Description of the book
Here, amid the wild landscapes, lavish markets, dramatic religious rituals, deliciously contrasting flavors, and astonishing natural warmth of its people, Camuto portrays Sicily at a shining moment in history. He takes readers into the anti-Mafia movement growing in the former mob vineyards around infamous Corleone; tells the stories of some of the island’s most prominent landowning families; and introduces us to film and music celebrities and other foreigners drawn to Sicily’s vineyards. His book takes wine as a powerful metaphor for the independent identity of this mythic land, which has thrown off its legacies of violence, corruption, and poverty to emerge, finally free, with its great soul intact.
More about Robert Camuto
Robert Camuto is a prize-winning journalist and author living in the south of France. Since he moved to France nearly a decade ago, he has contributed travel, wine and epicurean articles to publications including the Washington Post and the Wine Spectator.

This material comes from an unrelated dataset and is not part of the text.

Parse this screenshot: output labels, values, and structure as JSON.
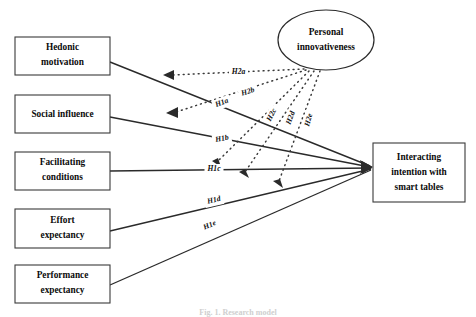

A New York native and graduate of the Columbia University School of Journalism (1984), Robert has over the years contributed to publications including the New York Times, New York Daily News, the San Francisco Chronicle and Examiner, D (Dallas) Magazine, the Sydney Morning Herald and many more.
Robert worked for years as a newspaper reporter and editor in Texas, before founding the irreverent, award-winning alternative newsweekly Fort Worth Weekly in 1996. After selling the newspaper in 2000, Robert realized a long-time dream of moving to France with his French-born wife and their Texas-born son.
The Camuto family renovated a centuries-old olive oil mill as their home. When not traveling, he cultivates olives and vines on his property; he and a fellow wine lover began making red wine on the property in 2006.